ViewSonic VP930 LCD Monitor: The New Champion?

Overshoot

The 191b used an Overdrive with a duration of less than one video frame. The 930 does even better than that - the overshoot was invisible on the oscilloscope. That's excellent performance.

In Practice

Quite obviously, office applications are a joy to use on this monitor. With all the adjustments for tilt, height, and rotation, and the presence of a pivot mode, you can work on documents under optimal conditions. You will need to lower the brightness a little to avoid eye fatigue, though. With its great color fidelity, the monitor will also make digital photography buffs very happy.

The 930 was perfectly at ease with video games, but it's not the fastest monitor available. Other, less accurate ones offer even lower latency. And we were able to detect a slight reddish track behind the mouse cursor when moving it laterally from left to right on a blue background. Also, a few "shear" effects like those we'd observed with the VX924 were also discernable here, but fortunately that effect has been greatly reduced on the 930.

Video Games

We rate the suitability of an LCD monitor for gaming using a five-point system. To do it, we test the panels with different types of games - first person shooters, real-time strategy games, role-playing games, etc. The panel's reactivity is obviously the first thing we look at, but color quality is also important where certain titles are concerned.

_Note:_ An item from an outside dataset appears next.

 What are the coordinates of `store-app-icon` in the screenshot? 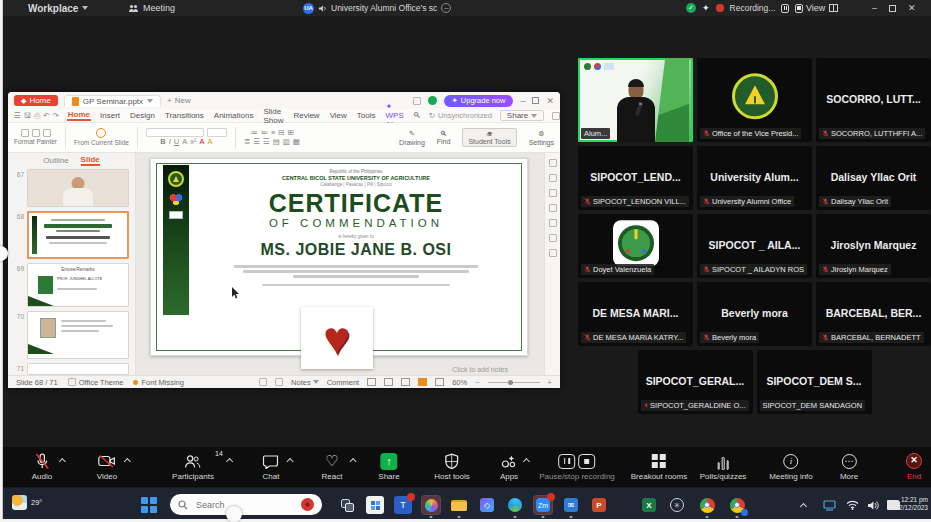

For screening movies, the VP930 did fairly well, but any difference between it and the VP191b was far from obvious. We did notice fairly little video noise - less than what you see on a TN panel, no doubt about that. The viewing angles were perfect; LCD manufacturers have made impressive progress in this area.

Movies

Here again we rate on a five-point scale. Latency is one criterion, and we also evaluate the amount of noise the monitor injects into movies. Good viewing angles are also crucial for multimedia applications.